Under Civil Code §5200, the HOA has a right to inspect financial records. A transparent manager publishes the monthly bank statement, check register, and reconciliation to the board and to any homeowner who asks. If your answer is 'I have to email my CM to get it,' that's the first hidden cost.
Civ. Code §5200 & §5205
08
Are the governing documents — CC&Rs, bylaws, rules, minutes, budgets, reserve studies — available to every homeowner in one searchable place?
Davis-Stirling requires these documents to be available to members within 10 days of a written request. A manager who charges 'document retrieval fees' for records the HOA already owns is a red flag.
Civ. Code §5215
09
How long does it take to get a written answer to a financial question from your current manager?
Response time is a hidden cost. Every hour the board spends chasing answers is an hour not spent governing. Industry average for written financial questions is 5-10 business days; best-in-class is next business day.
Incentives
2 questions
10
Does your current manager's pay go up when your community spends more?
Percentage-of-budget management contracts create an incentive to grow the budget. Flat-fee or per-unit contracts do not. Ask the literal question: if the HOA's annual spend doubled next year, would the management fee change?
11
Is your current management company owned by or affiliated with any of the vendors it recommends to your community?
Vertical integration is common in traditional property management — a parent company may own a landscaping subsidiary, a painting subsidiary, a construction-defect legal practice. Ask directly.
Operations
4 questions
12
Is your reserve study up to date — and does it reflect today's replacement costs, not 2019 costs?

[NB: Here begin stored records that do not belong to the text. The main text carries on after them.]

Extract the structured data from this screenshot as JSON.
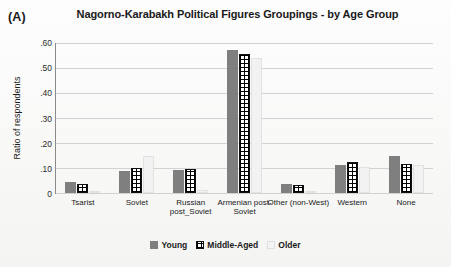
{
  "panel": {
    "letter": "(A)"
  },
  "chart_data": {
    "type": "bar",
    "title": "Nagorno-Karabakh Political Figures Groupings - by Age Group",
    "xlabel": "",
    "ylabel": "Ratio of respondents",
    "ylim": [
      0,
      0.6
    ],
    "grid": true,
    "legend_position": "bottom",
    "ytick_labels": [
      ".60",
      ".50",
      ".40",
      ".30",
      ".20",
      ".10",
      "0"
    ],
    "ytick_values": [
      0.6,
      0.5,
      0.4,
      0.3,
      0.2,
      0.1,
      0
    ],
    "categories": [
      "Tsarist",
      "Soviet",
      "Russian post_Soviet",
      "Armenian post-Soviet",
      "Other (non-West)",
      "Western",
      "None"
    ],
    "series": [
      {
        "name": "Young",
        "values": [
          0.044,
          0.087,
          0.091,
          0.567,
          0.035,
          0.111,
          0.147
        ]
      },
      {
        "name": "Middle-Aged",
        "values": [
          0.036,
          0.099,
          0.095,
          0.551,
          0.03,
          0.123,
          0.115
        ]
      },
      {
        "name": "Older",
        "values": [
          0.006,
          0.147,
          0.012,
          0.535,
          0.004,
          0.103,
          0.111
        ]
      }
    ]
  }
}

California law requires a reserve study every three years (Civil Code §5550). Many HOAs are running on pre-pandemic cost assumptions; the replacement cost of a roof has nearly doubled in some cases. A good manager forces this conversation before a special assessment is necessary.
Civ. Code §5550
13
Who holds the HOA's original governing documents, bank signatures, and vendor contracts — and can you get them back in 30 days if you switch managers?

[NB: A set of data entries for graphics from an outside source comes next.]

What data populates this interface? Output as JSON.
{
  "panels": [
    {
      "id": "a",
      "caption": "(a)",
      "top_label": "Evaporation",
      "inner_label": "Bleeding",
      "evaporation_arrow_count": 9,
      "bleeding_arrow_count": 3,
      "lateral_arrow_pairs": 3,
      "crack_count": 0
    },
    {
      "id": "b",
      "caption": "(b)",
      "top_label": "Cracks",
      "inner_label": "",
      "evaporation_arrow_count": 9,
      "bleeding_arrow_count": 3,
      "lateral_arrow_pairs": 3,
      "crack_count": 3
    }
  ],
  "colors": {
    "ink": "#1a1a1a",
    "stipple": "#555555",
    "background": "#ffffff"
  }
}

A transition clause should be in every management agreement. If the agreement is silent, the outgoing manager has leverage — they physically control the documents and the banking relationships. Ask to see the termination and transition section of your current contract.
14
What SLA does your current manager commit to in writing for homeowner requests, maintenance requests, and financial questions?
'We'll get back to you as soon as possible' is not an SLA. A professional management agreement specifies response times — e.g., 'within 1 business day' or 'within 4 business hours'. If your contract is silent, the manager has no written obligation to respond at all.
15
Has your current manager ever walked you through the full monthly financial report, line-by-line, in plain English?
A fiduciary duty isn't just 'make the numbers balance' — it's 'explain the numbers to the people legally responsible for them'. If no CM has ever sat with your treasurer and explained every line, the board cannot meaningfully fulfill its oversight role. This is the single biggest gap traditional managers create.
Civ. Code §5500 (monthly financial review duty)
Run the audit on us. Run it on anyone else. Then run the calculator and request a written proposal.
Pricing / 03
Questions we hear.And the straight answers.
Next step
Know your number.Then come talk to us.
Our team walks you and your fellow directors through the estimate line by line. Every fee disclosed in writing before you sign — one flat monthly, no hidden charges, no vendor-side revenue. No pitch-and-run.